Bye, Bye, Bachelor: Has the show run its course?
Agoura Hills, California – The Bachelor has been on the air for 20 years, and quite frankly, it might be time to hang up the origin of Bachelor Nation for good.
Whether you watched its first season in 2002 or joined The Bachelor fandom later in it's decades-long run, you probably have some opinions about the franchise, and you're likely not alone with said thoughts.
The show that seemingly kick-started the world of reality TV dating has managed to hold fast to its cat-fighting ways that once dominated network television.
However, a lot has changed in society since 2002, and what used to bring in viewers and spark up delightfully unimportant conversations about its cast now seems to be the reason many are turning away from the franchise. More specifically, from The Bachelor itself.
With questionable casting of the show's leads – like its latest head-scratching choice in Clayton Echard, which viewers still don't fully understand – to what appears to be discriminatory and clone-like casting of potential suitors, the show has managed to create more weekly talking points of what ABC is doing wrong rather than right.
It all begs the question: Is it time to end The Bachelor for good? From where we're standing, the answer is yes, and here's why.
The Bachelor needs to say goodbye
It should come as no surprise that The Bachelor has had its fair share of drama on and off camera, particularly in recent years.
The franchise replaced the show's longtime host Chris Harrison due to his aggressive defense of season 25 winner Rachael Kirkconnell's racially insensitive past. But simply swapping out one singular person doesn't rid the show of its bad behavior and classless antics.
The fact that it took until season 25 to have its first Black male lead in franchise history in Matt James was overshadowed by the former host's strong words defending Rachael's attendance at an Antebellum-themed Fraternity party during her very recent college days.
So much so, that the franchise tried to cover up the blunder by airing back-to-back seasons of The Bachelorette – as if to give viewers a much-needed breather from the trash that The Bachelor has dissolved into.
The franchise seemed to make some progress in breaking the show's racial barriers – the final four of the most recent Bachelorette season were all men of color, not to mention fan favorites. But it then made absolutely zero sense that producers wouldn't choose one of the three who didn't walk away engaged to be season 26's leading man.
Instead, The Bachelor held fast to its roots of selecting a typical white man, and former athlete, as its new lead. Not to mention, someone who viewers were hardly swooning over during his minimal airtime on Michelle's season.
Still, producers and even former Bachelorette star and host Kaitlyn Bristowe swore that Clayton was the right choice, promising viewers they'd understand once his "journey" began.
Several weeks into season 26 and everyone was already exhausted by what they were witnessing on-screen – and not in the good way.
Cat fights are so 2002
Aside from the continuous lackluster selection of Bachelor leads that essentially no one asked to see, it's the context of the show that's really striking a nerve.
Twenty years into what was once seen as a social experiment in a new age of dating in front of the cameras, producers refuse to shift the narrative around what a group of women "should" look, act, and sound like.
The Bachelorette, which debuted one year after the first season of The Bachelor aired, has evolved in areas that the franchise's original series continues to fall short in. It regularly highlights bromances among its contestants, as opposed to showcasing hardly any female friendships that emerge in its counterpart.
Rather than rounding up a group of women and fortifying a space of inclusivity, respect, diversity, and empowerment, producers and editors of The Bachelor seem to live for childish drama and cat fights galore that often stem from subject matters society seems to take more seriously than in '02, like mental health and body image.
While it's one thing for shows like Selling Sunset and The Real Housewives to have moments of pointless drama and "he said, she said" fallouts, it's a whole different can of worms when there are 25 grown women – who are frequently all size two blondes that look just like each other – barking insults at each other about whether they "have ADHD" or are just "stupid."
And yes, that conversation sadly happened two weeks ago on The Bachelor.
Let's be real: It's 2022, and thanks to social media, most people these days are moderately knowledgeable about and more accepting of the mental health struggles many of us encounter.
Yet, to watch a show that unabashedly flaunts fights where someone calls out another's personal health issues for more air time – or more time with a member of the opposite sex – is as cringeworthy as cringe can get. And to be frank, most of Bachelor Nation is over it.
When you add in the lack of diversity in female cast members, from ethnicity to body size, you have a recipe that's sure to piss a lot of people off – and they aren't staying quiet about it.
Take Caroline Cronin, for example. In a TikTok, Caroline claimed she was scouted out by Bachelor casting producers, but after one Zoom call where they asked her to stand up – likely to analyze her body size and composition on camera – she was ghosted.
If we're really going to empower women and make The Bachelor fit into a more progressive and empathetic world, it's time for a real structural change within the franchise. Or better yet, just end the show altogether and focus on the fire that is The Bachelorette.
Otherwise, we're continuing to beat a dead horse.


You are asked to copy the entire listing exactly, apart from its pictures.
══════════════════════════════
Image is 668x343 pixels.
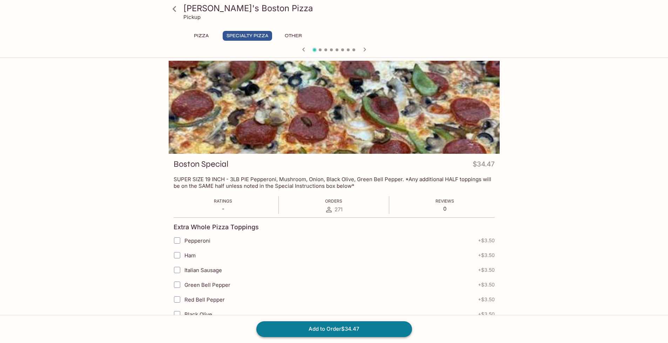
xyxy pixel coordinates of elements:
span: Orders [325,198,342,204]
span: Ham [185,252,196,259]
span: Pepperoni [185,237,211,244]
span: Green Bell Pepper [185,281,231,288]
h4: Extra Whole Pizza Toppings [174,223,259,231]
button: Specialty Pizza [223,31,272,41]
button: Add to Order$34.47 [256,321,412,336]
h3: [PERSON_NAME]'s Boston Pizza [184,3,497,14]
p: - [214,205,232,212]
h4: $34.47 [473,159,495,172]
div: Boston Special [169,61,500,154]
button: Pizza [186,31,217,41]
span: 271 [335,206,343,213]
p: SUPER SIZE 19 INCH - 3LB PIE Pepperoni, Mushroom, Onion, Black Olive, Green Bell Pepper. *Any add... [174,176,495,189]
span: Italian Sausage [185,267,222,273]
span: Red Bell Pepper [185,296,225,303]
span: + $3.50 [478,296,495,302]
span: + $3.50 [478,267,495,273]
h3: Boston Special [174,159,229,169]
span: + $3.50 [478,311,495,317]
span: Reviews [436,198,454,204]
span: Black Olive [185,311,212,318]
button: Other [278,31,309,41]
p: 0 [436,205,454,212]
span: + $3.50 [478,252,495,258]
span: Ratings [214,198,232,204]
span: + $3.50 [478,282,495,287]
span: + $3.50 [478,238,495,243]
p: Pickup [184,14,201,20]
══════════════════════════════
- ANSWER TO THE EXERCISE -
Image is 668x343 pixels.
xyxy pixel coordinates of elements:
span: Orders [325,198,342,204]
span: Ham [185,252,196,259]
span: Pepperoni [185,237,211,244]
span: Green Bell Pepper [185,281,231,288]
h4: Extra Whole Pizza Toppings [174,223,259,231]
button: Specialty Pizza [223,31,272,41]
button: Add to Order$34.47 [256,321,412,336]
h3: [PERSON_NAME]'s Boston Pizza [184,3,497,14]
p: - [214,205,232,212]
h4: $34.47 [473,159,495,172]
div: Boston Special [169,61,500,154]
button: Pizza [186,31,217,41]
span: 271 [335,206,343,213]
p: SUPER SIZE 19 INCH - 3LB PIE Pepperoni, Mushroom, Onion, Black Olive, Green Bell Pepper. *Any add... [174,176,495,189]
span: Italian Sausage [185,267,222,273]
span: Red Bell Pepper [185,296,225,303]
span: + $3.50 [478,296,495,302]
span: + $3.50 [478,267,495,273]
h3: Boston Special [174,159,229,169]
span: + $3.50 [478,311,495,317]
span: Reviews [436,198,454,204]
span: Black Olive [185,311,212,318]
button: Other [278,31,309,41]
p: 0 [436,205,454,212]
span: + $3.50 [478,252,495,258]
span: Ratings [214,198,232,204]
span: + $3.50 [478,282,495,287]
span: + $3.50 [478,238,495,243]
p: Pickup [184,14,201,20]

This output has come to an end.